Lexicon

Punnet

Fast2 versatility comes mainly from its pivot format called punnet.

This is a basic XML serialized punnet :

<?xml version='1.0' encoding='UTF-8'?>  
<ns:punnet xmlns:ns="http://www.arondor.com/xml/document" punnetId="34c5434c-4234-4fa2-9f91-7882a899a994#1">  
	<ns:documentset>  
		<ns:document documentId="34c5434c-4234-4fa2-9f91-7882a899a994">  
			<ns:contentset>  
				<com.arondor.fast2p8.model.punnet.ContentContainer contentStorage="URL">  
					<ns:url>C:/samples/file.pdf</ns:url>  
				</com.arondor.fast2p8.model.punnet.ContentContainer>  
			</ns:contentset>  
			<ns:dataset>  
				<ns:data name="name" type="String">  
					<ns:value>sample</ns:value>  
				</ns:data>  
			</ns:dataset>  
			<ns:folderset>
                <ns:folder parent-path="/primary-folder/subfolder" name="sample">
                    <ns:dataset />
                </ns:folder>
            </ns:folderset>  
			<ns:annotationset />  
		</ns:document>  
	</ns:documentset>  
	<ns:dataset />  
	<folderSet />  
</ns:punnet>

In a more readable way, a punnet can be illustrated as follows :

Punnet schema

As you can see, each punnet contains few elements : data, folder and document. A document can also contains his own data, his content with annotations and the folder where he’s stored.

  • Data object represents metadata in the GED sense. It contains a name, a type, and one or more values

  • Content object materializes document content that can be simple or made up of several pages. It can be materialized by a relative or absolute path to its storage location or stored directly in memory / in an XML file

  • Annotation object represents an annotation (post-its, arrow…) affixed to the content of a document. This object is not conceptualized in all EDM systems.

  • Folder object represents a folder in the GED or file system sense, and can have metadata as well as links to documents

Task

Task can be represented as a processing unit to be applied to a punnet. A punnet comes at the entry of the task, as an input. The task performs operations and then outputs the modified punnet.

During the processing of each task, statistics are collected allowing to know the number of punnets processed per second. This is the actual throughput of the task and it is of course dependent on the environment (neighboring tasks, multi-thread…) From this speed, Fast2 tries to estimate the average time left for all the tasks.

One of the benefits of these statistics is the ability to visualize bottlenecks. Sometimes some tasks have a longer processing time than others. Thanks to the visualization of the queues, it is quite easy to know which task is greedy.

When multiple tasks are linked together it represents a processing chain or a workflow where each punnet will be processed task by task. We will call this object a campaign.

Campaign

As we have just seen, a campaign is made up of several tasks. In other words, it represents an instance of a map.

A campaign has a unique name

Despite this uniqueness, each campaign can be ran multiple times. The statistical data of the new run will be added to the previous run(s).

A new campaign must be “run as new”

Later you will have the possibility to add runs to this one.

A user has the opportunity to stop any campaign when he wants. He can always restart the campaign later.

For each campaign a retry feature is also available. This makes it possible to filter certain punnets and to replay them directly in the campaign. For instance, retry each punnet in exception. You can even select which type of exception you want.

Broker

This is the heart of the matter, say hello to the broker. Scheduling, orchestrating or even managing queues : the broker is everywhere.

His first job is to handle workers that we will see a little further down. Worker coordination is a key point in terms of performance, knowing that there may be a multitude of them.

In addition, the broker ensures the persistence and traceability of the data carried out by punnets into ElasticSearch. Logs, data and errors and other stuff are stored into ElasticSearch.

Worker

They are waiting in silence to do their job. When a punnet needs to be processed by a task, the broker informs workers that work has to be done. The workers represent the foundations and as their name suggests, do the tasks.

If the workload is too important, you can manually add workers to speed up processing.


• [About this task]: For each entry below, write an exact copy and leave out the images.

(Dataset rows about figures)
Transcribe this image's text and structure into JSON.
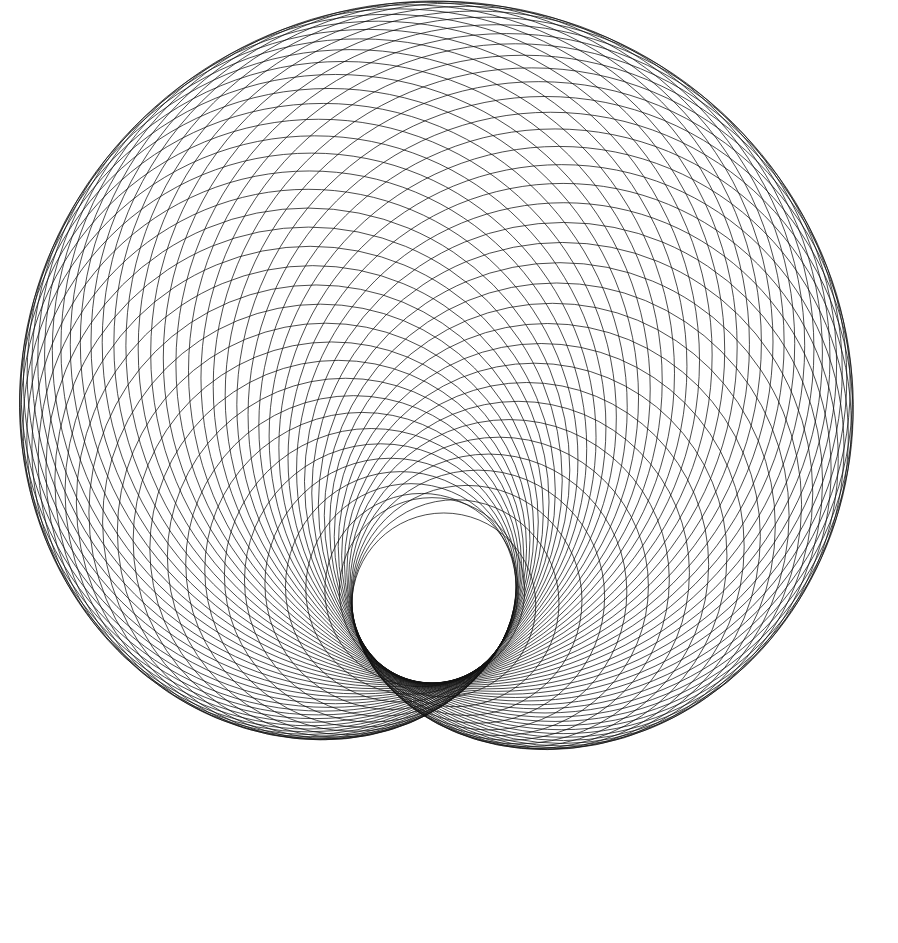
{
  "canvas": {
    "width": 898,
    "height": 943,
    "background": "#ffffff"
  },
  "pattern": {
    "type": "circle-envelope",
    "stroke_color": "#111111",
    "stroke_width": 0.9,
    "stroke_opacity": 0.85,
    "circle_count": 72,
    "hub": {
      "cx": 432,
      "cy": 470
    },
    "orbit_radius": 128,
    "hole": {
      "cx": 432,
      "cy": 603,
      "r": 80
    },
    "spiral_drift": 0.12,
    "start_angle_deg": 90
  }
}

• [Exercise answer]:
Transcribe this image's text and structure into JSON.
{
  "canvas": {
    "width": 898,
    "height": 943,
    "background": "#ffffff"
  },
  "pattern": {
    "type": "circle-envelope",
    "stroke_color": "#111111",
    "stroke_width": 0.9,
    "stroke_opacity": 0.85,
    "circle_count": 72,
    "hub": {
      "cx": 432,
      "cy": 470
    },
    "orbit_radius": 128,
    "hole": {
      "cx": 432,
      "cy": 603,
      "r": 80
    },
    "spiral_drift": 0.12,
    "start_angle_deg": 90
  }
}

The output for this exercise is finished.